Definition 2.1. Let L = (L1, ..., Lm) be a system of m linear forms in d variables.

For 1 ≤ i ≤ m and s ≥ 0, we say that L is s-complex at i if one can partition the m−1 forms {Lj :j 6=i}into s+ 1classes such that Li does not lie in the linear span of any of these classes. The Cauchy-Schwarz complexity (or CS-complexity) of L is defined to be the least s for which the system is s-complex at i for all 1≤i ≤m, or

∞ if no such s exists.

To get a feel for this definition, let us calculate the complexity of the system L of k linear forms x, x+y, . . . , x+ (k−1)y. Any two distinct forms x+iy and x+jy in L contain xand y in their linear span. Therefore, whichever formLwe take fromL, if we wish to partition the others into classes that do not contain L in their linear span, then we must take these classes to be singletons. Since we are partitioningk−1 forms, this tells us that the minimal s is k−2. So L has complexity k−2.

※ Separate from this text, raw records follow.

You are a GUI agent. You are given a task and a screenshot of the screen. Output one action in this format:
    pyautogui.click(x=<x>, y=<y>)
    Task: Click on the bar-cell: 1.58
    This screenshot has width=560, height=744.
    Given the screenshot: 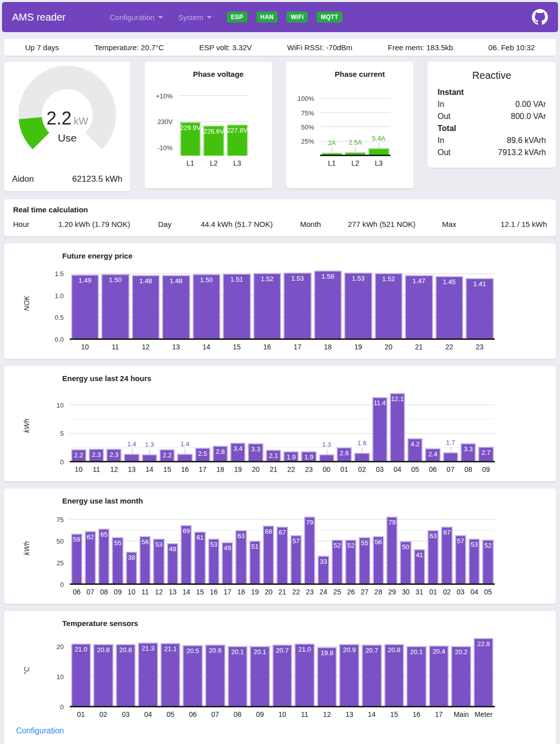 What is the action you would take?
    pyautogui.click(x=328, y=303)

Next, let us briefly look at the system L of m2

forms xi−xj (1≤i < j ≤m) that we discussed above. IfL is the formxi−xj then no other formL0 ∈ L involves both xi andxj, so we can partitionL \ {L}into the forms that involve xi (which therefore do not involve xj) and the forms that do not involvexi. Since neither class includes L in its linear span, the complexity of L is at most 1. When m ≥ 3 it can also be shown to be at least 1.

2.1 Introduction

It follows from Green and Tao’s result that if A is sufficiently uniform and L = (L1, ..., Lm) has complexity at most 1, then A contains approximately the expected number ofm-tuples of the form (L1(x1, . . . , xd), . . . , Lm(x1, . . . xd)). (If the forms are defined over Zd, then this number is αm|G|d.)

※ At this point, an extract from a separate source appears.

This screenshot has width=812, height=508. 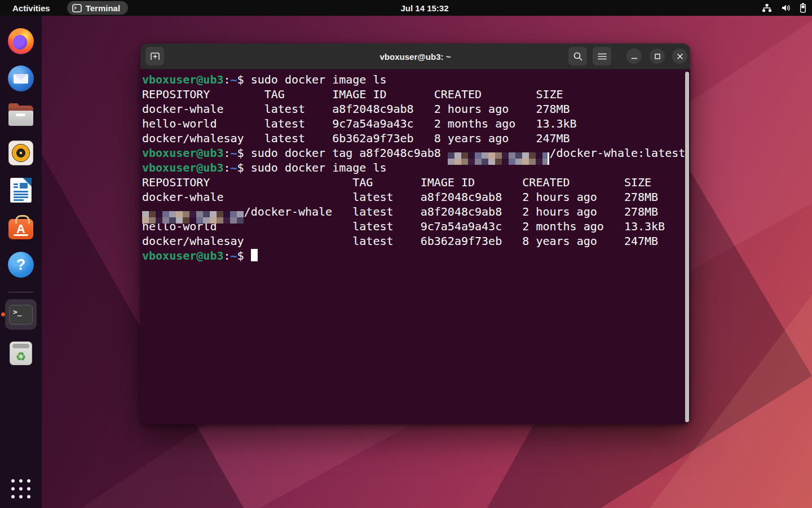 What do you see at coordinates (786, 8) in the screenshot?
I see `volume-icon` at bounding box center [786, 8].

Notice that this statement adequately explains all the cases we have so far looked at in which uniformity implies the correct number of solutions. It is thus quite natural to conjecture that Green and Tao’s result is tight. That is, one might guess that if the complexity L is greater than 1 then there exist sets A that do not have the correct number of images of L.

But is this correct? Let us look at what is known in the other direction, by discussing briefly the simplest example that shows that uniform sets inZN do not have to contain the correct number of arithmetic progressions of length 4. (Here we are taking N to be some large prime.) Roughly speaking, one takes A to be the set of allxsuch that x2 mod N is small. Then one makes use of the identity

x2−3(x+d)2+ 3(x+ 2d)2−(x+ 3d)2 = 0

to prove that ifx,x+dand x+ 2d all lie in A, then x+ 3dis rather likely to lie inA as well, because (x+ 3d)2 is a small linear combination of small elements ofZN. This means that A has “too many” progressions of length 4. (Later, we shall generalize this example and make it more precise.)

The above argument uses the fact that the squares of the linear formsx,x+d, x+ 2d and x+ 3d are linearly dependent. Later, we shall show that if L is any system of linear forms whose squares are linearly dependent, then essentially the same example works for L. This gives us a sort of “upper bound” for the set of systems L that have approximately the right number of images in any uniform set: because of the above example, we know that the squares of the forms in any such system L must be linearly independent.

And now we arrive at the observation that motivated this project: the “upper bound”

just described does not coincide with the “lower bound” of Green and Tao. That is, there are systems of linear forms of complexity greater than 1 with squares that are linearly independent. One of the simplest examples is the system (x, y, z, x+y+z, x+

2y−z, x+ 2z−y). Another, which is translation-invariant (in the sense that if you add a constant to everything in the configuration, you obtain another configuration of the same type), is (x, x+y, x+z, x+y+z, x+y−z, x+z−y). Both these examples have complexity 2, but it is not hard to produce examples with arbitrarily high complexity.